Arts & Culture
National Association for Chicana and Chicano Studies returns to San Anto
Published: March 20, 2013
“Mexican American studies is a vital part of American history, and if we are to have an educated public, which every society wants, we need to know that Mexican Americans have been a part of this country’s history since the beginning,” says Carmen Tafolla, San Antonio’s first Poet Laureate, whose background includes having been a senior lecturer in UTSA’s Department of Bilingual and Bicultural Studies, where Mexican American Studies is a major component.
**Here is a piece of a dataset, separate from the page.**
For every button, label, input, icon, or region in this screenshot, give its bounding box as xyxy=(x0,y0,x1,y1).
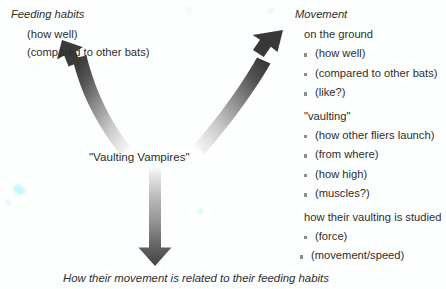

In January, conservative Texas legislators sought a report from the Texas Association of Scholars which cited that more than 50 percent of American history assignments in courses at The University of Texas-Austin and Texas A&M focused on race, gender, and class. The legislators, having neither visited the classes nor interviewed the professors, argued these courses were not comprehensive of U.S. history, ironically, the same argument made against programs that exclude the histories of people of color. Keeping a curriculum inclusive of ethnic studies is vital and the focus of the Society of Mexican American Studies, a group comprised of San Antonio university and college MAS programs, including UTSA and Our Lady of the Lake University, where due to a new emphasis on “marketable skills,” Mexican American Studies recently made the list of programs to be phased out.
“We are a very youthful population. We need major investment in order to assure a prosperous future for our society and citizens. We need to assure our children are educated and have a chance to develop intellectually,” says Madrid of the goals of this year’s NACCS conference.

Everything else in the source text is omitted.